Under T+1, settlement fails can no longer be treated as events to be analyzed retrospectively. They become risks that must be actively managed throughout the trading day, requiring up-to-date information and tighter integration between securities, cash, and reporting systems.
In this scenario, increasing process automation and the evolution toward more “intelligent” applications play a central role. The compression of processing timelines makes management models based on manual intervention or ex-post controls progressively unsustainable. Institutions need systems capable of supporting timely operational decisions, prioritizing exceptions, and continuously monitoring process status.
Ongoing dialogue with the market reveals a recurring theme: adapting individual applications is necessary, but not sufficient.
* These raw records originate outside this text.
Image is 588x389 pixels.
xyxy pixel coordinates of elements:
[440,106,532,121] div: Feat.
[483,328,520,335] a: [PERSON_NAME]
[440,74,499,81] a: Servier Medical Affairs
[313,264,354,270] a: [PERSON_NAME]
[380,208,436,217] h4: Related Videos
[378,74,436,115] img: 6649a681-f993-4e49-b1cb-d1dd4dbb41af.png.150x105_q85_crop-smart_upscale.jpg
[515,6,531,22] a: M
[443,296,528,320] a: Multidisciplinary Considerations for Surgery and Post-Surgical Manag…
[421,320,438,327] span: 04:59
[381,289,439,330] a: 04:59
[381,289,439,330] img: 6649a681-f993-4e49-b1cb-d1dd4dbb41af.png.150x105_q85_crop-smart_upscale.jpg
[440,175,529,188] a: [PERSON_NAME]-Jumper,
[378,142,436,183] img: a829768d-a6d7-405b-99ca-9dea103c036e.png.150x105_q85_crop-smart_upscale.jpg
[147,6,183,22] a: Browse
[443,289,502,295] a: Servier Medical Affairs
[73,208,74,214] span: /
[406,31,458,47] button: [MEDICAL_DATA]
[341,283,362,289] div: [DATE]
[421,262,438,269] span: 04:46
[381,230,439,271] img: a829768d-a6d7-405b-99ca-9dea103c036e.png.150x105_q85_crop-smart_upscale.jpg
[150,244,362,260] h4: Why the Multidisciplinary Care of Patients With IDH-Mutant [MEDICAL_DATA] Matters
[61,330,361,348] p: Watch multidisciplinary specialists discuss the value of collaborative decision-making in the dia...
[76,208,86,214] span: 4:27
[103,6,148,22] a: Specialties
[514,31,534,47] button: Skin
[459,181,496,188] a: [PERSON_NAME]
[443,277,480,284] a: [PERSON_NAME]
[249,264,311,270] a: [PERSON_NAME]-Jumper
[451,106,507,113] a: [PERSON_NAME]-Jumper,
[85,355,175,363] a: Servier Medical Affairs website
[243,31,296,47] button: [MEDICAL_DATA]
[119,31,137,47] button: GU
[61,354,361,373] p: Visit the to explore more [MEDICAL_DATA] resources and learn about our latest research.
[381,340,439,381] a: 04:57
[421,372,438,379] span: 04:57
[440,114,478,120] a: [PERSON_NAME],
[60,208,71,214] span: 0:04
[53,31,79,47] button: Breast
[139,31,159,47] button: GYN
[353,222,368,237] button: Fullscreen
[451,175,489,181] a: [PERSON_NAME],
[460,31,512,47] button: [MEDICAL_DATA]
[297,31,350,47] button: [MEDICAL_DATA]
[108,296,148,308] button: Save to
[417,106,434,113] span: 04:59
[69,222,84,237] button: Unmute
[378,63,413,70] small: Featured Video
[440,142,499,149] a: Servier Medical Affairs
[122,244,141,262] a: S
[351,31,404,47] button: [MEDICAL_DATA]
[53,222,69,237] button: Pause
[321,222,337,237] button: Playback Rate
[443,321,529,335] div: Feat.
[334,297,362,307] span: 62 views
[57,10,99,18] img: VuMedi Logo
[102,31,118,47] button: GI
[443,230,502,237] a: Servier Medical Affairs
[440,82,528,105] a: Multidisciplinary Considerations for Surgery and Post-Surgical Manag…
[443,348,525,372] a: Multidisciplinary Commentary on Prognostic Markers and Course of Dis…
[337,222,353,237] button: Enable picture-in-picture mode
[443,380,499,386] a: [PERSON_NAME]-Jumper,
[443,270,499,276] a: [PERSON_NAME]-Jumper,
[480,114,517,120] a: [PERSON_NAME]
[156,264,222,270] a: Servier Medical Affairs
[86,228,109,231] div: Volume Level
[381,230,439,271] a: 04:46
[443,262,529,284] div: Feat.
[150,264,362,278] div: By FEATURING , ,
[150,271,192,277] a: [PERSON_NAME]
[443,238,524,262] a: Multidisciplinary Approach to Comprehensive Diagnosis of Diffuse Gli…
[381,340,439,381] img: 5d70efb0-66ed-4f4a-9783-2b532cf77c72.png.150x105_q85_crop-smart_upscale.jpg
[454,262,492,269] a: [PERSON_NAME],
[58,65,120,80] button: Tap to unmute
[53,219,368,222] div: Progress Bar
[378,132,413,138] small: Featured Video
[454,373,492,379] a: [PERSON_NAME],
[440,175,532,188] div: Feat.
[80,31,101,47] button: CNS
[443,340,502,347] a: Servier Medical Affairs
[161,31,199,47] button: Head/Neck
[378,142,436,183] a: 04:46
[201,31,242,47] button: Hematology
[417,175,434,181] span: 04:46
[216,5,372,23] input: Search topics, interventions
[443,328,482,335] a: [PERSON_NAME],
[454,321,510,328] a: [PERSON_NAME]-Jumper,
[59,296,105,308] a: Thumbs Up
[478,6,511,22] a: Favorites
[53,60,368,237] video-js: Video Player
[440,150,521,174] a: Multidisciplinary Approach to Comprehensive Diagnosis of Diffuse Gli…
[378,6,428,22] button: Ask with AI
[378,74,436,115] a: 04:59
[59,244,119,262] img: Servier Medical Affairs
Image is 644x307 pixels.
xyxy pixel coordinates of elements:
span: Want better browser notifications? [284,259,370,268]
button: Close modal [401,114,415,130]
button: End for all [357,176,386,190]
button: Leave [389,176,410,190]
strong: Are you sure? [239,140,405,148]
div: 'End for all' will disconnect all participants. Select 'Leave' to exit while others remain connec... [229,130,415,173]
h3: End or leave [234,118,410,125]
Without an end-to-end process view, there is a risk of informational fragmentation, making operational governance more complex precisely when speed becomes a critical factor.
It is from these considerations that the need emerges to strengthen structured moments of discussion among market participants. This is the objective TAS pursues through its dedicated, periodic User Groups — designed as dialogue forums with directly involved intermediaries to jointly analyze topics that significantly impact technological and market developments.
Within a new Capital Markets User Group, the T+1 topic can be addressed alongside other key transformation drivers — from regulatory reporting developments to digital asset initiatives and the coexistence of DLT-based markets with traditional infrastructures — with the goal of sharing experiences, approaches, and common operational perspectives.
In a landscape that continues to evolve, marked by converging regulatory and technological transformations, dialogue among market participants represents one of the key elements for successfully navigating a transition that, more than ever, requires a shared vision.
Article by Roberto Bruschi, Business Development Manager of TAS.